Friday, January 22, 2021

COULD TRUMP'S SULKING KILL QANON?

From a January 20 Politico story about the end of Donald Trump's presidency:
His last days were quiet. He insisted he was working. “President Trump will work from early in the morning until late in the evening ... ” his public schedule said each day. But he wasn’t really working. He was disappearing.

He was a man, a leader, a president almost unrecognizable to those who had watched him over the past four years. Diminished. Adrift, Sullen.
I wasn't surprised that sulkiness was the flipside of Trump's arrogance and braggadocio. When things go seriously wrong for him, he considers it a profound injustice. So now he's thinking: How dare the world treat me badly! I'll show the world! I'll go mope in my room!

But I'm surprised that it's gone on for days. Maybe he could have rallied himself after failing to finagle the overturn of the election, and maybe he could have regrouped after being banned from Twitter, but it appears that the combination has his delicate ego flatlining.

(Why doesn't he just blog? He doesn't have to write long posts. Folks like Atrios and Instapundit have been writing mostly tweet-sized blog posts since before there was Twitter. Why couldn't someone set Trump up with a blog, maybe at donaldjtrump.com, and he could just write the same tweets he always wrote and post them there? In the waning days of his presidency, the world would have paid attention; now, his fan base would, at least.)

Which brings me to this Washington Post story about QAnon.
Tiffany, an Oklahoma mother of two who runs an online children’s boutique, had expected more arrests.

A believer in QAnon, ... she said she was “shocked” when Inauguration Day came and went without any of the mass military roundups of Trump’s enemies that Q, the movement’s prophet, had promised all along.

But after a night of processing the day’s events by reading QAnon promoters’ posts, she said she believes that everything is still humming along according to plan — and that Trump’s election loss was all part of Q’s master strategy to expose the evildoers who corrupted the vote.

“Things have just started,” said Tiffany, who spoke on the condition she’d be identified only by her first name for fear of harassment. “They had to ‘commit’ the crime to fully lock the deal.”

... QAnon promoters have in the past day held up an incoherent set of new theories to explain away Trump’s anticlimactic exit from Washington: that the military is in control of the country, not Biden; that Biden and Trump have switched faces; that Biden’s inauguration was illegitimate, and that the real one (for Trump) would take place in March; or that Biden has been in on the QAnon plan all along.

In QAnon-devoted Telegram channels and message boards, some QAnon believers have announced their worries that they now feel conned by a four-year-old hoax: “Power has changed hands and that is the end,” one user on Telegram said. “In the time we needed Trump and Q the most … [they] both shut up and left,” said another on a QAnon-related forum....

Ron Watkins, 8kun’s longtime administrator and a mass promoter of election-fraud conspiracy theories, said in a Telegram message on Wednesday that the White House transition meant it was time for his followers to “go back to our lives as best we are able.” His father and 8kun’s owner, Jim Watkins, later worked to defend Q’s “historical value,” saying on his Gab account that “the culture of our country has changed because of it.”
But we know "the Plan" won't come to fruition. If these people continue to wait for the mass arrests that will never happen and Trump never fully reemerges as a messiah figure, won't more of them drift away?

I'm skeptical of the theory advanced by the Post story that white nationalist groups might pick up QAnoners -- some might go that way, but I don't think stay-at-home moms will want to join a movement that's performatively macho. If Tiffany quits QAnon, she might throw herself full-time into vaccine skepticism or something similar, but I don't think she'll start celebrating Hitler's birthday or get a Fourteen Words tattoo.

And I don't see anyone stepping up to take Trump's place. I see politicians -- Josh Hawley, Lauren Boebert, Marjorie Taylor Greene, Madison Cawthorn -- attempting to be political heroes to the alienated, but no one trying to be the kind of pop-culture superstar Trump always tried to be (a goal at which he succeeded from 2016 to the end of his term). The Republican Party will probably be led in the future by a Hawley or a Boebert, but I wonder whether QAnon can survive if its mythology isn't organized around a celebrity.

Meanwhile, here's what's going on at donaldjtrump.com:



It's frozen at a moment when Trump was still president, and when there was still a Trump-Pence ticket. Below it, there are still videos urging supporters to get out and vote. It's the website equivalent of Miss Havisham, the Dickens character who was left at the altar and wore her wedding dress for the rest of her life.

Trump will probably rally himself eventually, but maybe he won't -- maybe he'll never move past this moment. And maybe QAnon will die along with his dreams.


Throughout the records below, find each line holding "slope" and copy it.

Dataset entries:
== Segment start ==
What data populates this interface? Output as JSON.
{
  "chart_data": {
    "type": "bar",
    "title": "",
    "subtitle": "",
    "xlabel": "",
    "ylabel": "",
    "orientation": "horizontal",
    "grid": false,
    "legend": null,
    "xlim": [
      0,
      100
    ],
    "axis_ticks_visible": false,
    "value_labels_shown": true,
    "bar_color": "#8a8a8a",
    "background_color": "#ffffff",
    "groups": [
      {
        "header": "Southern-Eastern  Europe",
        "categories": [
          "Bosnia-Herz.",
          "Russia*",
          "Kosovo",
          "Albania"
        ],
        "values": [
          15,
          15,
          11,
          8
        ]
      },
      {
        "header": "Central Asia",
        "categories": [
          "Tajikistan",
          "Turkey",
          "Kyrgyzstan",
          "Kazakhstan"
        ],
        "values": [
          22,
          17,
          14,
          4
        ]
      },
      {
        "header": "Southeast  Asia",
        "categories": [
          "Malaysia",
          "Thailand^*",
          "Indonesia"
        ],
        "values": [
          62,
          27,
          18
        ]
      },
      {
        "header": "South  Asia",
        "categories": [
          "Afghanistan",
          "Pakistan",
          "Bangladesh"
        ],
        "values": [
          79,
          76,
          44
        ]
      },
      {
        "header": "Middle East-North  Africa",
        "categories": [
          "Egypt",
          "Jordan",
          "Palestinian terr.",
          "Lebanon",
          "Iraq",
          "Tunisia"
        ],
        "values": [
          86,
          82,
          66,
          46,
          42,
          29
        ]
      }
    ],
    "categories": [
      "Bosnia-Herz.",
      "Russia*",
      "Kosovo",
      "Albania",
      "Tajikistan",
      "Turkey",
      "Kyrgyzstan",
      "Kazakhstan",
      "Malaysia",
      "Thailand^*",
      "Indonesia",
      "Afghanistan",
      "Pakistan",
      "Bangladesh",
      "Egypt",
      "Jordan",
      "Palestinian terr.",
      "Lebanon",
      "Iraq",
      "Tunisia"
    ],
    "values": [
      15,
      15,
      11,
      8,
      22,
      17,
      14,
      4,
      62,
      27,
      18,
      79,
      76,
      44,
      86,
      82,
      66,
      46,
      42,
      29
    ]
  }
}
== Segment end ==
== Segment start ==
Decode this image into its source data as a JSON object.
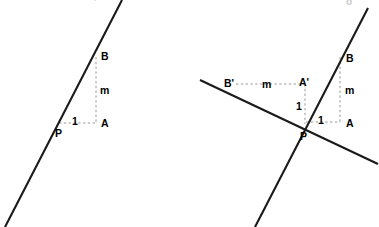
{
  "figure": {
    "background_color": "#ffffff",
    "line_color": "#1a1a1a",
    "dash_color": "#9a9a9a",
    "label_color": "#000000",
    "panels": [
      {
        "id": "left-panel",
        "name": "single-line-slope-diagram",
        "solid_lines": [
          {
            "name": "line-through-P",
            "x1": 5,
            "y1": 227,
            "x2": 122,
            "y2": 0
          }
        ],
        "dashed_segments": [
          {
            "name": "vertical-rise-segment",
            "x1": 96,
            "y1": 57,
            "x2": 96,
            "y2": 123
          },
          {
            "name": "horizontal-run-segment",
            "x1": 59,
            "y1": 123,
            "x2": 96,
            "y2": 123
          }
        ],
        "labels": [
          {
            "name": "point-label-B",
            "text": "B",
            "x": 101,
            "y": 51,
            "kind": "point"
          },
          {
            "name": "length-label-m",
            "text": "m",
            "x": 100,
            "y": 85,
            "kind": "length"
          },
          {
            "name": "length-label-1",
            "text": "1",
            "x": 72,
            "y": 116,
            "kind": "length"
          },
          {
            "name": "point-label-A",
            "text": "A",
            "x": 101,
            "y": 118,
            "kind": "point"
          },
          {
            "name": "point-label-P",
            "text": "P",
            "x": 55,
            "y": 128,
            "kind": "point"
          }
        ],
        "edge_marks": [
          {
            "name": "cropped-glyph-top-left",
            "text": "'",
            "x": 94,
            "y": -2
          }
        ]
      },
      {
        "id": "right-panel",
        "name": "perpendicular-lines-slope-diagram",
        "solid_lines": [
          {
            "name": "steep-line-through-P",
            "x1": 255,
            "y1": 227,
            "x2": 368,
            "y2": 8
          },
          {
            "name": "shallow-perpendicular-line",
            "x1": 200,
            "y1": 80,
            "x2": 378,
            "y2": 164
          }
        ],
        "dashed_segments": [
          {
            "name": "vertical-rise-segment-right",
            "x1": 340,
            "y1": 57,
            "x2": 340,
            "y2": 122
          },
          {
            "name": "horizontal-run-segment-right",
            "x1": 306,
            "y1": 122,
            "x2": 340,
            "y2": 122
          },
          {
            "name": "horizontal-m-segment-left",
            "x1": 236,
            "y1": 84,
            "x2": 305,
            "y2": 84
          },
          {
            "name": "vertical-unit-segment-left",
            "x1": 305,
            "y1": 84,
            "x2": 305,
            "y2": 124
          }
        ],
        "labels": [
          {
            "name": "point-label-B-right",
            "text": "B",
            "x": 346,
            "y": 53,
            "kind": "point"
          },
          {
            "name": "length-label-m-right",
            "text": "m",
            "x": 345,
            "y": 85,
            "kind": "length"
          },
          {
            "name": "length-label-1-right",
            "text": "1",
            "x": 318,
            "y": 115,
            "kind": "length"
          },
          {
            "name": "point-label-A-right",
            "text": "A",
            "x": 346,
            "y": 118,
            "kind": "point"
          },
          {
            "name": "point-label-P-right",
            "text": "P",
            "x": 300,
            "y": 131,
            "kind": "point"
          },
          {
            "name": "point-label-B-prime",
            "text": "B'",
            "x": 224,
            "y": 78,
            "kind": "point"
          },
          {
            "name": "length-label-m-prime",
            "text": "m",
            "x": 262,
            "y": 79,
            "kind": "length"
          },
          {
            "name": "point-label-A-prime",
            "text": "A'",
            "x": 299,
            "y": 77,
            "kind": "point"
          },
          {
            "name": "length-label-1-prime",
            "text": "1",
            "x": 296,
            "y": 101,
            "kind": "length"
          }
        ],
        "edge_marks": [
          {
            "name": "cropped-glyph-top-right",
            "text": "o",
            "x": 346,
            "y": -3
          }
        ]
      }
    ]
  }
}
== Segment end ==
**Written response:**
        "name": "single-line-slope-diagram",
        "name": "perpendicular-lines-slope-diagram",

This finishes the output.